The Game of Empire df-9
Page 18
A garden surrounded a fair-sized building. While not neglected, it showed signs of perfunctory care. That bore out Targovi’s estimate, that this post had seen little use until quite recently, and was still weakly and slackly manned. Why not? What need had the Zacharians had for military skills since Daedalus came under the Pax Terrana? What reason had they, even now, to worry about intruders? Nonetheless Targovi continued cautious. His venture was wild at best.
First establish lines of retreat. A couple of big oaks offered those. A human could not leap from their upper boughs to the top of the wall, but a Tigery could. Avoiding paths, he eeled from hedge to bush. The building loomed ahead, darkling in the half-light of heaven. It too was old, weather-worn; it had the same peaked roof as those downhill but lacked their gracefulness, being an unrelieved block, though with ample windows and doors. Toward the rear, two of those windows glowed.
They were plain vitryl. Targovi slipped alongside and peered around an edge. Breath hissed between his fangs. The hair erected over his body. This was the total and stunning confirmation of his—fears?—expectations?—guesses?—The quarry he had been tracing stood terrible before him.
The windows gave on a room bare-walled and sparsely furnished, with a bath cubicle adjoining. Most of its space went to a computer.

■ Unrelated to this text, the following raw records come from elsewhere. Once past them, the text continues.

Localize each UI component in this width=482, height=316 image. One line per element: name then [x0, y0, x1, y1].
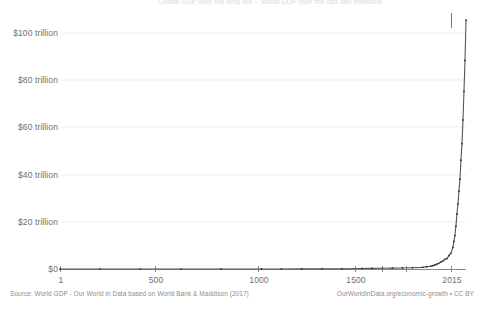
- gridlines: [60, 33, 466, 222]
- data-point: [465, 19, 467, 21]
- data-point: [446, 258, 448, 260]
- y-tick-label-40: $40 trillion: [2, 170, 58, 180]
- source-note: Source: World GDP - Our World in Data ba…: [10, 290, 249, 297]
- y-tick-label-100: $100 trillion: [2, 28, 58, 38]
- chart-container: Global GDP over the long run – World GDP…: [0, 0, 482, 316]
- data-point: [458, 190, 460, 192]
- data-point: [281, 268, 283, 270]
- data-point: [301, 268, 303, 270]
- gdp-line-series: [60, 20, 466, 269]
- data-point: [448, 255, 450, 257]
- x-tick-label-500: 500: [135, 275, 177, 285]
- data-point: [341, 268, 343, 270]
- y-tick-label-80: $80 trillion: [2, 75, 58, 85]
- y-tick-label-20: $20 trillion: [2, 217, 58, 227]
- data-point: [453, 241, 455, 243]
- gdp-data-point-markers: [59, 19, 467, 270]
- x-tick-label-2015: 2015: [429, 275, 475, 285]
- data-point: [412, 267, 414, 269]
- data-point: [455, 225, 457, 227]
- data-point: [462, 119, 464, 121]
- data-point: [456, 213, 458, 215]
- data-point: [463, 90, 465, 92]
- data-point: [440, 261, 442, 263]
- data-point: [459, 178, 461, 180]
- data-point: [461, 143, 463, 145]
- data-point: [140, 268, 142, 270]
- data-point: [452, 247, 454, 249]
- x-tick-label-1000: 1000: [236, 275, 282, 285]
- data-point: [460, 159, 462, 161]
- data-point: [361, 268, 363, 270]
- credit-note[interactable]: OurWorldInData.org/economic-growth • CC …: [337, 290, 474, 297]
- data-point: [321, 268, 323, 270]
- data-point: [180, 268, 182, 270]
- data-point: [436, 263, 438, 265]
- data-point: [99, 268, 101, 270]
- data-point: [260, 268, 262, 270]
- x-tick-label-1: 1: [46, 275, 76, 285]
- data-point: [450, 252, 452, 254]
- data-point: [392, 267, 394, 269]
- data-point: [464, 60, 466, 62]
- data-point: [434, 264, 436, 266]
- data-point: [454, 235, 456, 237]
- data-point: [444, 258, 446, 260]
- data-point: [402, 267, 404, 269]
- data-point: [442, 260, 444, 262]
- data-point: [220, 268, 222, 270]
- y-tick-label-0: $0: [2, 264, 58, 274]
- data-point: [426, 266, 428, 268]
- data-point: [371, 268, 373, 270]
- data-point: [438, 262, 440, 264]
- x-tick-label-1500: 1500: [333, 275, 379, 285]
- data-point: [59, 268, 61, 270]
- y-tick-label-60: $60 trillion: [2, 122, 58, 132]
- data-point: [430, 265, 432, 267]
- chart-plot-area: [0, 0, 482, 316]
- data-point: [432, 265, 434, 267]
- data-point: [457, 203, 459, 205]
- data-point: [422, 266, 424, 268]
- data-point: [381, 267, 383, 269]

While engineering imposes basic similarity on all such machines, Targovi could see that this one had not been manufactured in the Terran Empire. Black-uniformed, blaster at belt and rifle grounded, on guard through the night watch, was a Merseian.
For a long spell, the Tigery stood moveless. Ring-gleam and cloud shadows, wind-sough in leaves, odors of green life, grittiness of masonry under his palms, seemed abruptly remote, things of dream, against the reality which confronted him. What to do?
The sensible thing was to withdraw unobserved, keep silence, let the Zacharians return him to the mainland, contact Naval Intelligence …
Which would be the absolute in lunacy, he thought. What had happened when he just hinted that certain matters might rate investigation? And that was before Magnusson openly rebelled. How far today would a nonhuman outlaw get on his raw word?
The overwhelming majority of Daedalans and, yes, members of the armed forces desired the survival of the Empire. What else was there for them? But they’d need proof, evidence that nobody could hide or explain away.
“When we hunted the gaarnokh on Home-world,” Dragoika often said, “and he stood at bay, to spear him in the heart we must needs go in between his horns.”
Targovi slipped along the wall to the next-nearest door. It was unlocked. Nobody came through the gate or up from the spaceport tunnel unless the leaders had complete confidence in him. Targovi entered a short hall which led to a corridor running the length of the building. Unlighted at this hour of rest, it reached dusky along rows of closed chambers—offices mainly, he assumed, long disused. Some must lately have been seeing activity, as must the weapon emplacements, wherever they were: but not much, because the Zacharians did not await any emergency. They knew Merseia wasn’t going to attack the Patrician System.
Chiefly, Targovi decided, this strongpoint housed a few officers and their aides from the Roidhunate, observers, liaison agents, conveyors of whatever orders their superiors issued. Ships traveled to and fro, bringing replacements for those who went back to report. That traffic wouldn’t be hard to keep secret. It was infrequent; its captains knew the right recognition codes; Planetary Defense Command would assign sentry vessels to orbits that never gave them a good look at such arrivals; and private landing facilities waited on the island.
The gatortails must have quarters under this roof. A smell of them reached Targovi as he neared. It was warm, like their blood, but neither Tigery-sweet nor human-sour—bitter. He bristled.
Partly by scent, partly by keeping track of direction and distance, he identified the door to his goal. It was closed. Unfortunate, that. He’d have to proceed without plan. But if he stood here hesitating his chances would rapidly worsen. Dawn drew nigh. Though most people’s sleeptime might last later, many would soon be astir throughout Janua—must already be—and full sunlight upon wayfarers.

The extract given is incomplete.